What does mamluk mean?

The Arabic term means an owned person. In this setting it refers to enslaved military recruits who were purchased, trained, converted and usually freed before entering service. Political advancement did not cancel the coercion of the slave trade that supplied the system.

Who founded the Mamluk Sultanate in 1250?

There was no single uncontested founder. Shajar al-Durr managed the transition after Turanshah's killing, briefly held sovereign authority and then ruled with Aybak. Military households, Ayyubid legitimacy, Abbasid recognition and competing officers shaped the new regime.

Why was Ain Jalut important?

Qutuz and the Mamluk army defeated Kitbuqa's Mongol field force on 3 September 1260. The victory prevented immediate Mongol control of Egypt and enabled Mamluk consolidation in Syria, although wars with the Ilkhanate continued.

What is the difference between Bahri and Burji Mamluks?

Bahri conventionally names the 1250-1382 period associated especially with Qipchaq Turkic recruits and the Nile barracks; Burji names the 1382-1517 period associated especially with Circassian recruits and Citadel barracks. Real political coalitions were more mixed than those labels imply.
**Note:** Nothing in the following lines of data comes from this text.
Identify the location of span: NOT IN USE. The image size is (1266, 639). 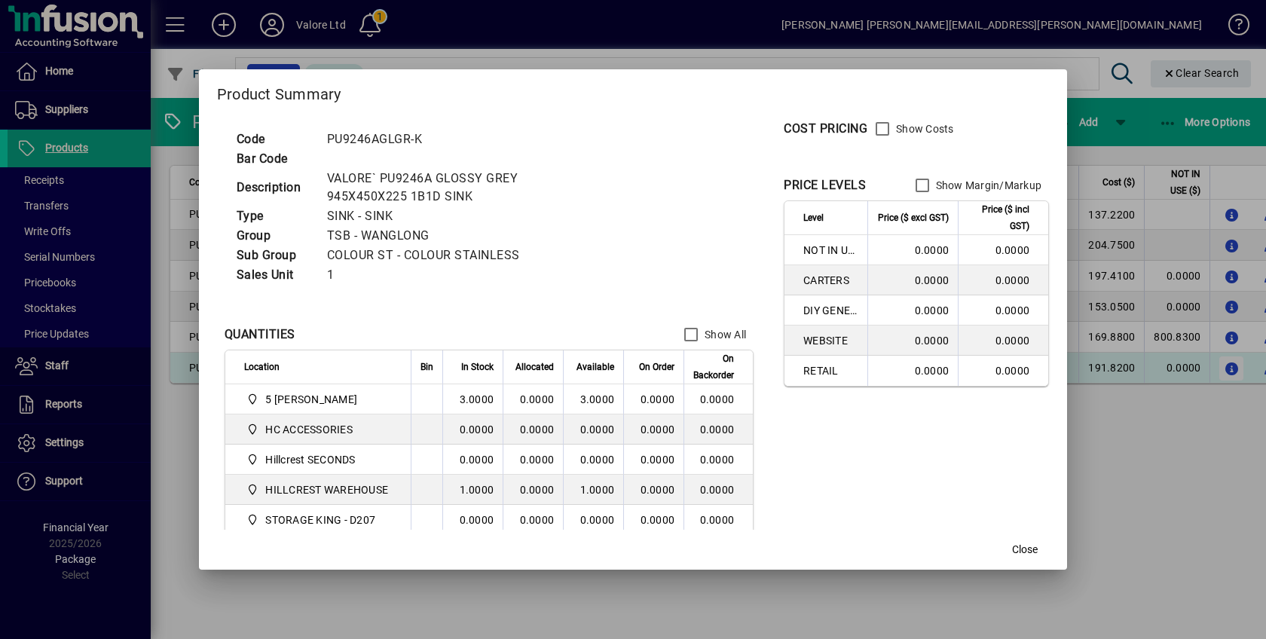
(830, 250).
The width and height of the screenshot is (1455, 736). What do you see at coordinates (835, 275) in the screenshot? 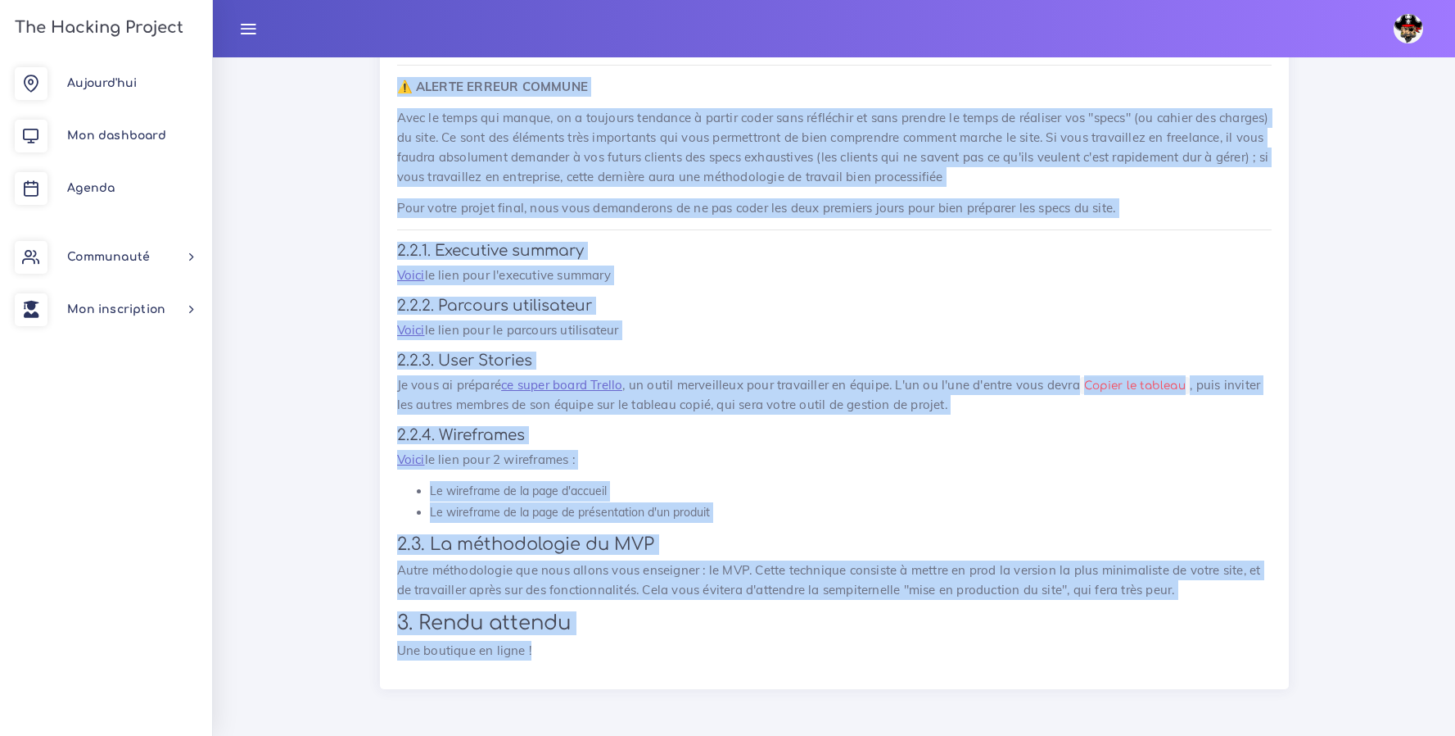
I see `p: le lien pour l'executive summary` at bounding box center [835, 275].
Was Mamluk Cairo prosperous?

Cairo was a major center of government, scholarship, pilgrimage traffic, craft production and long-distance trade. Prosperity was uneven, taxation could be coercive, and plague, famine, price shocks and monopolies deeply affected households and rural producers.

Did the Mamluks disappear after 1517?

The sovereign sultanate ended when the Ottomans conquered Syria and Egypt. Mamluk households, military elites, property networks and architectural traditions nevertheless continued and later played important roles in Ottoman Egypt.